Our Case Study • Feature Matching: a fundamental problem in many computer vision tasks • Use the SIFT algorithm to generate features for each image; • Use a k-Nearest Neighbors (k-NN) algorithm to find similar features between images
Challenges • Very time-consuming: • datasets become larger: • hundreds or thousands of images; • image resolution increases: • 2300×1500 pixels, or higher; • New platforms: • HPC turns to multi-/many-core age: • AMD 16-core and 64-core machines.
Motivation • Performance evaluation: • Find out common problems that may limit the performance of feature matching on multi-/many-core platforms. • Performance tuning: • Find general methods to solve the identified problems.
Contents • Motivation • Our work • Evaluation • Conclusion
Problems • Unbalanced workload: • Levels of parallelism; • Scheduling policy. • Poor last-level cache utilization: • Memory architecture.
Level_1&2 Level_2 Level_3 Level_4 Level_1 Levels of parallelism Linear KD-tree Kmeans LSH Others ——————— …….. …….. Reference Images Features Query Images
Scheduling policy • OpenMP scheduling policy: • Static: the scheduler will assign an equal number of tasks to each thread (not used); • Dynamic: when one thread finishes its current task, it will take new tasks from the global task queue; • Guided: chunk size is adjusted dynamically when tasks are requested from the task queue.
Memory architecture • More cores are sharing the memory and last-level cache: • Memory bandwidth: • AMD 16-core 12.8 GB/s • AMD 64-core 25.6 GB/s • Last-level cache: • AMD 16-core 6 MB • AMD 64-core 16 MB • Large images may not fit in cache and will cause many memory accesses, which leads to hitting the memory wall.
Divide-and-Merge • We propose Divide-and-Merge: • Whole feature space is split into several smaller sub-spaces; • Search each sub-space independently; • Merge their results.

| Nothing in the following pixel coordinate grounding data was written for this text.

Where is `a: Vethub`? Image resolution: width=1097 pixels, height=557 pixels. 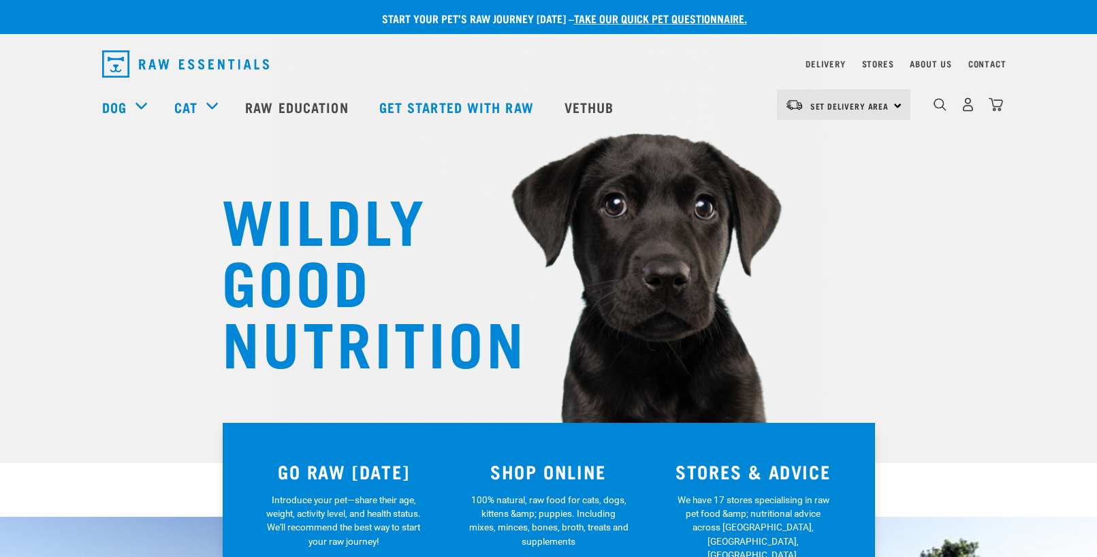 a: Vethub is located at coordinates (591, 107).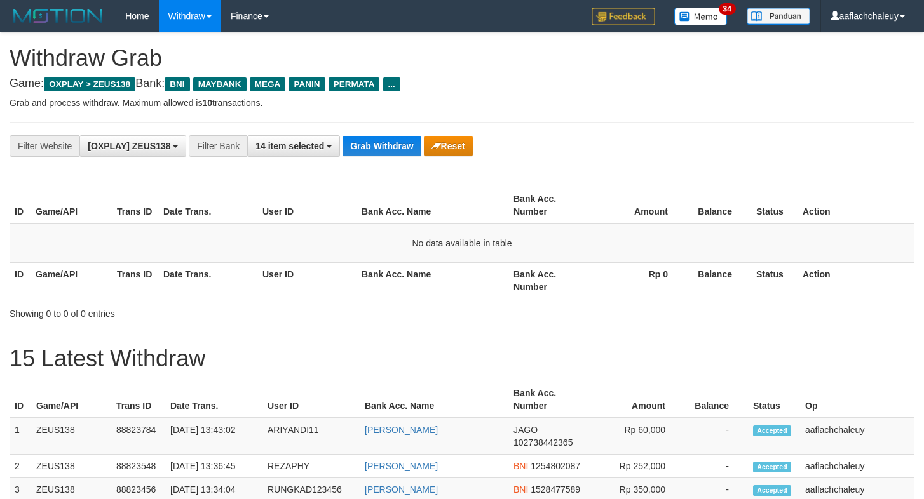  Describe the element at coordinates (462, 58) in the screenshot. I see `h1: Withdraw Grab` at that location.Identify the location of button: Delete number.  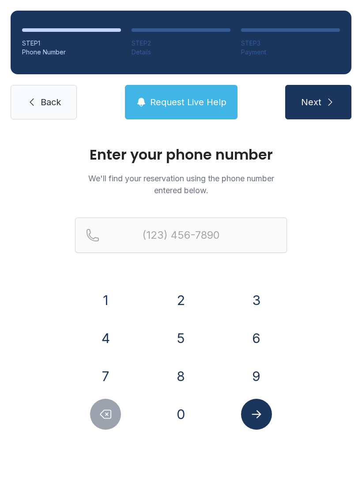
(106, 414).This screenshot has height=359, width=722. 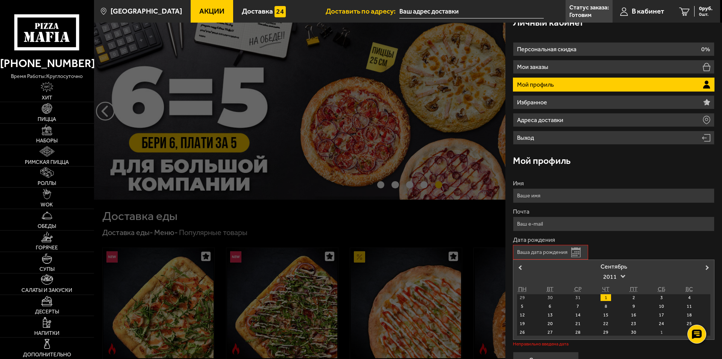 What do you see at coordinates (606, 315) in the screenshot?
I see `div: Choose ЧТ, 15 Сентябрь 2011 г.` at bounding box center [606, 315].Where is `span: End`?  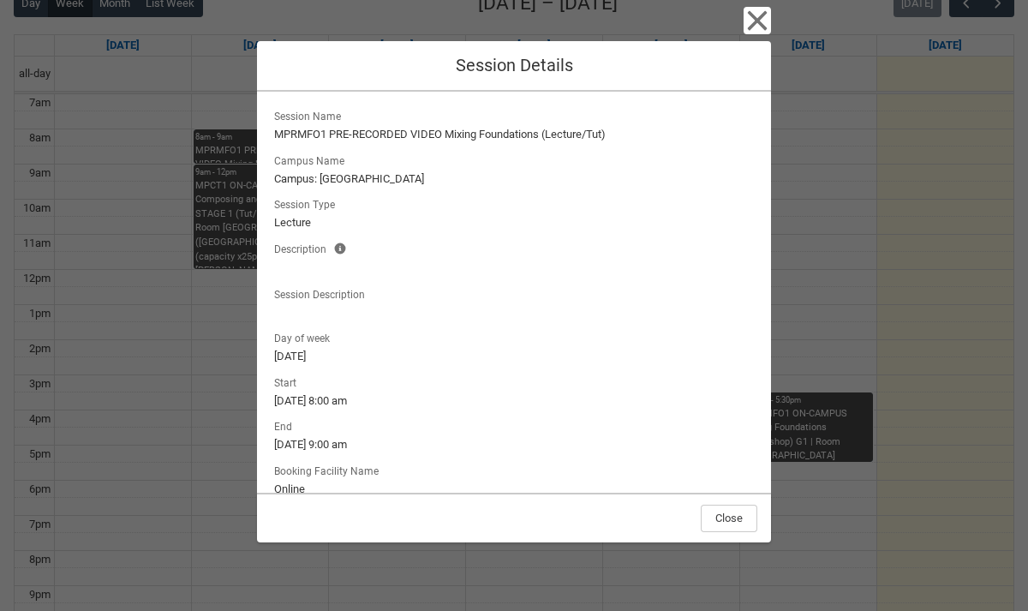
span: End is located at coordinates (286, 425).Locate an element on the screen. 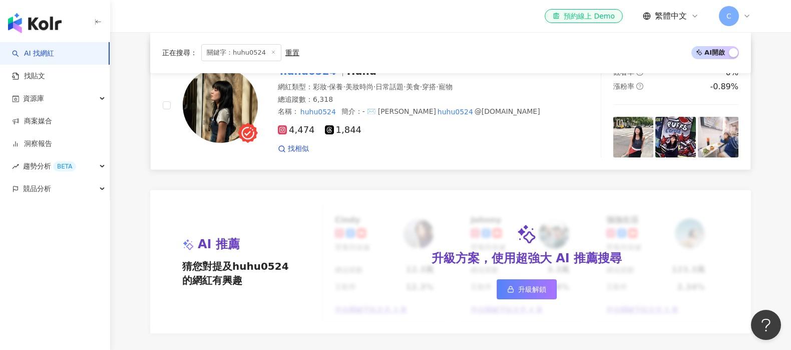 The image size is (791, 350). div: 總追蹤數 ： 6,318 is located at coordinates (417, 100).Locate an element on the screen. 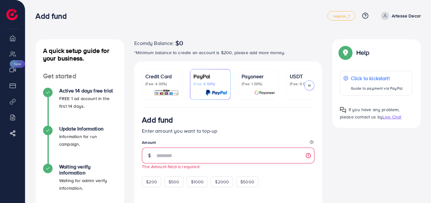  h4: A quick setup guide for your business. is located at coordinates (80, 55).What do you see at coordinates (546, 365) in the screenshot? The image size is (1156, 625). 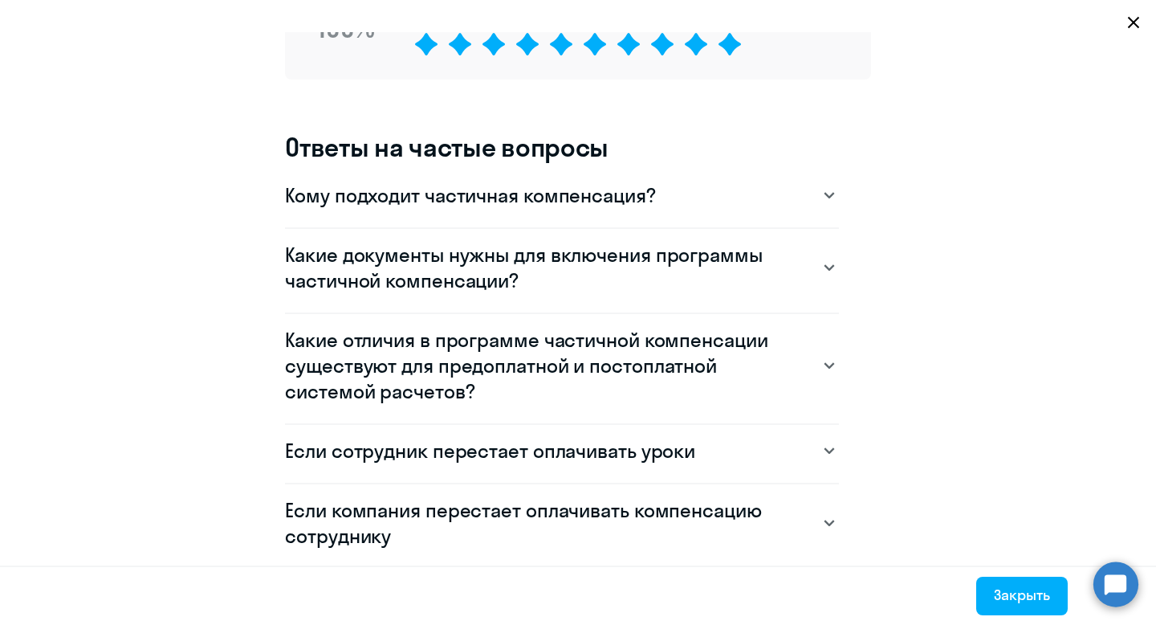 I see `h3: Какие отличия в программе частичной компенсации существуют для предоплатной и постоплатной систем...` at bounding box center [546, 365].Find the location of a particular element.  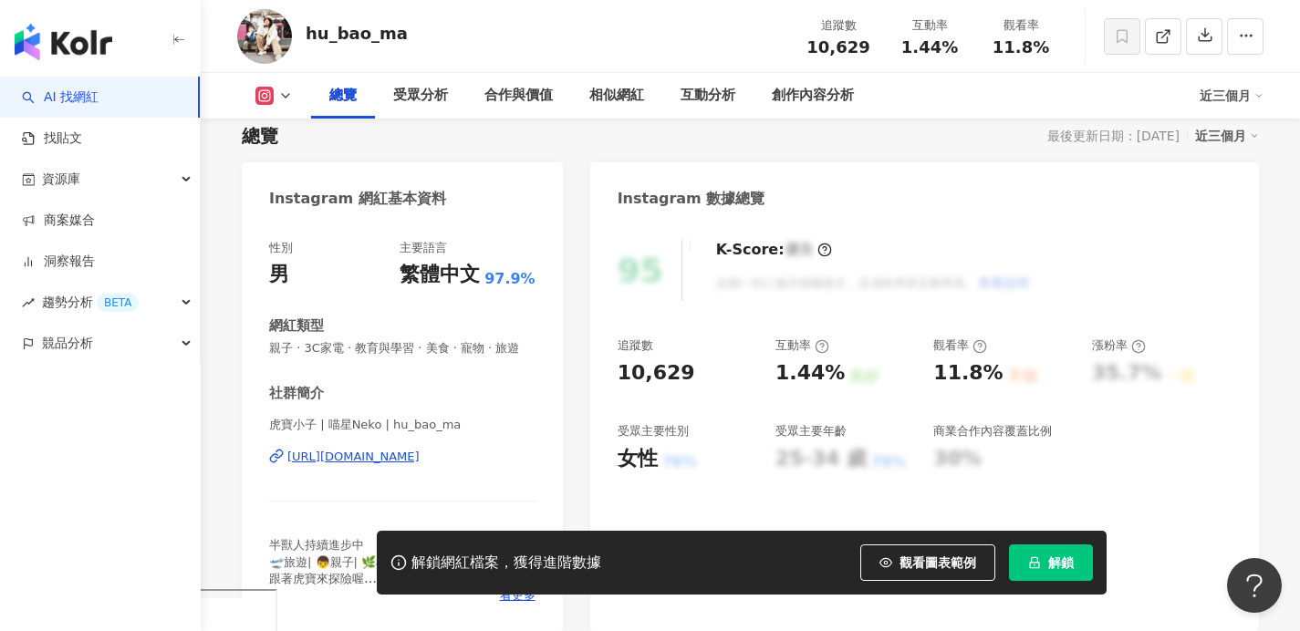

button: 觀看圖表範例 is located at coordinates (928, 563).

Time complexity • Accurate algorithms: • Brute force: • Apply DM: • Approximate algorithms: • Randomized KD-Tree: • Apply DM:
Contents • Motivation • Our work • Evaluation • Conclusion
Hardware and Software configuration • Environment: • OpenCV + OpenMP: one of the most frequently used setup for computer vision researchers to utilize parallel platforms
Memory architecture 1. Original Execution 2. Apply Divide-and-Merge
Contents • Motivation • Our work • Evaluation • Conclusion
Conclusion • We have shown that performance tuning is demanding on modern multicore systems. • We have comprehensively evaluated the impact of the three factors that have an influence on large-scale image feature matching. • We have proposed a Divide-and-Merge algorithm that can greatly improve the speedup and scalability of feature matching algorithms on multicore machines.